[Screenshot grounding data]
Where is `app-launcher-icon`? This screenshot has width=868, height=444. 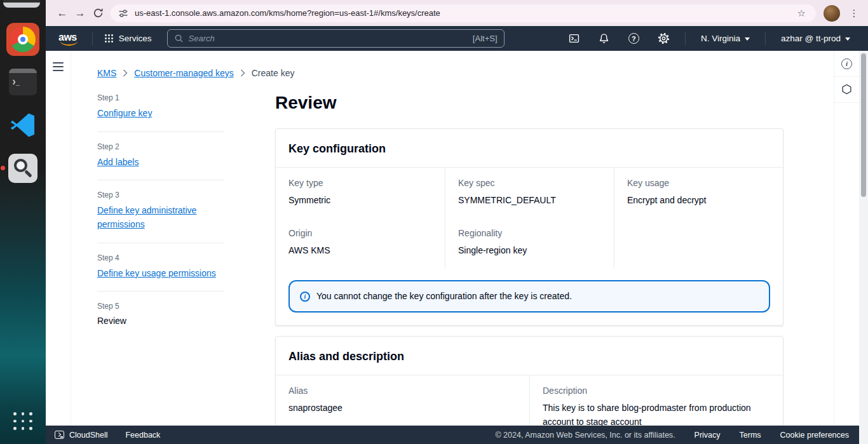
app-launcher-icon is located at coordinates (23, 421).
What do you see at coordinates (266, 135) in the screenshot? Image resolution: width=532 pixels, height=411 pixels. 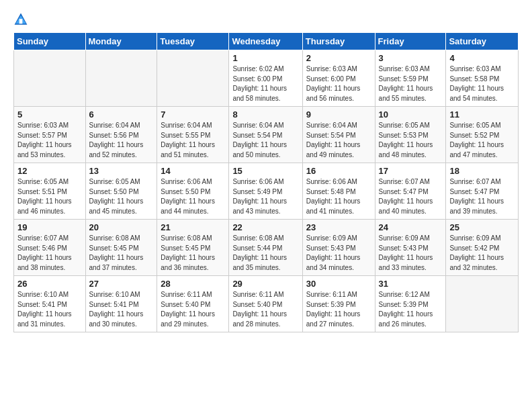 I see `calendar-cell: 8Sunrise: 6:04 AMSunset: 5:54 PMDaylight…` at bounding box center [266, 135].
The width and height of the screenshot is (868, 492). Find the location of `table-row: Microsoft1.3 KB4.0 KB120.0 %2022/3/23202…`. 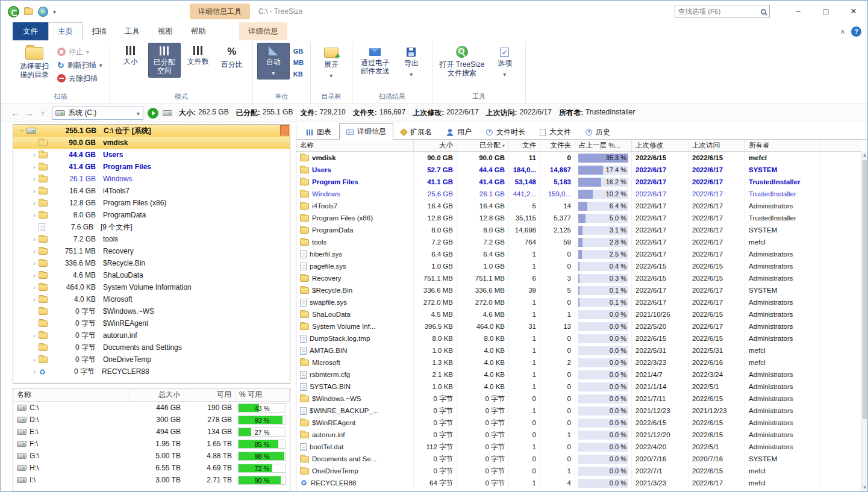

table-row: Microsoft1.3 KB4.0 KB120.0 %2022/3/23202… is located at coordinates (579, 363).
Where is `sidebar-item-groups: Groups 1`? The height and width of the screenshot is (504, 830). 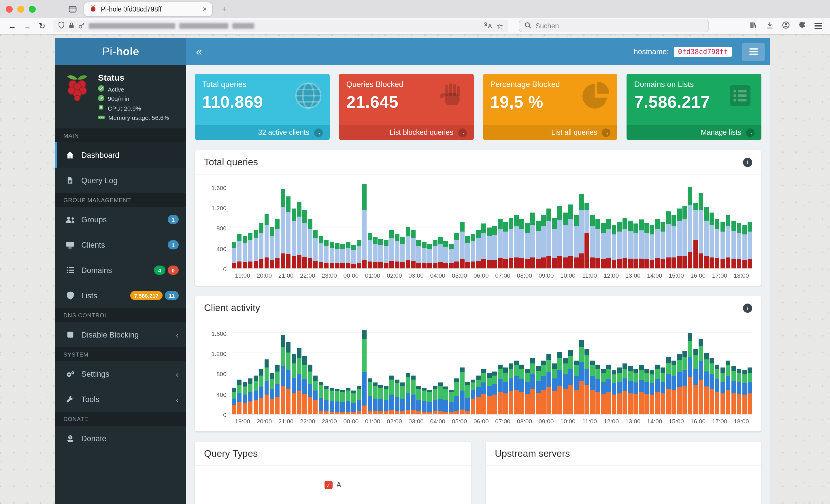
sidebar-item-groups: Groups 1 is located at coordinates (121, 220).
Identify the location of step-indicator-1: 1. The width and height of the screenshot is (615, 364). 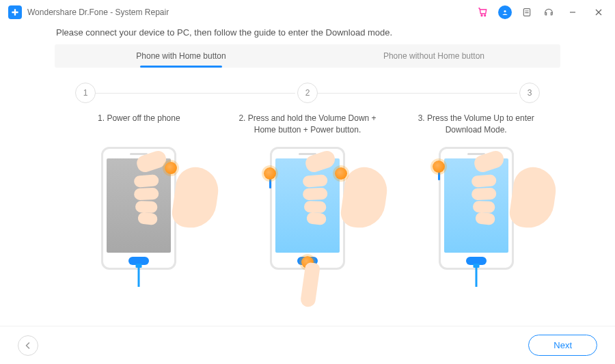
(85, 93).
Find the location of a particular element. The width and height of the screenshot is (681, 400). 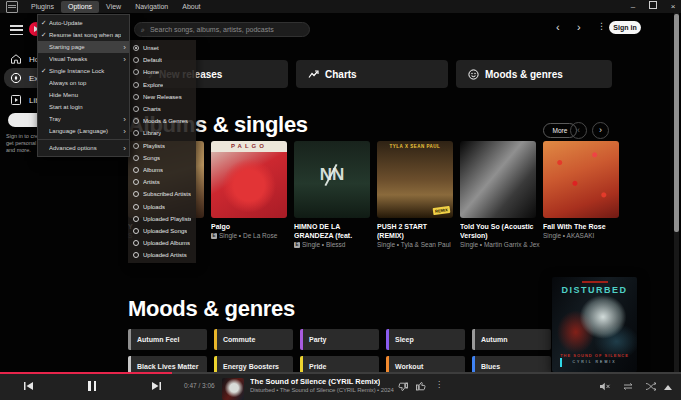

#### What is needed
All lines above between the line that contains "The width and height of the screenshot is (868, 492)." and the last line of the entries, both included, must be transcribed exactly. No pictures are to appear.

#### Result for this task
The width and height of the screenshot is (868, 492). Find the location of `table-row: Microsoft1.3 KB4.0 KB120.0 %2022/3/23202…`. 

table-row: Microsoft1.3 KB4.0 KB120.0 %2022/3/23202… is located at coordinates (579, 363).
Where is `sidebar-item-groups: Groups 1`? The height and width of the screenshot is (504, 830). 
sidebar-item-groups: Groups 1 is located at coordinates (121, 220).
Identify the location of step-indicator-1: 1. The width and height of the screenshot is (615, 364). 
(85, 93).
Find the location of a particular element. The width and height of the screenshot is (681, 400). 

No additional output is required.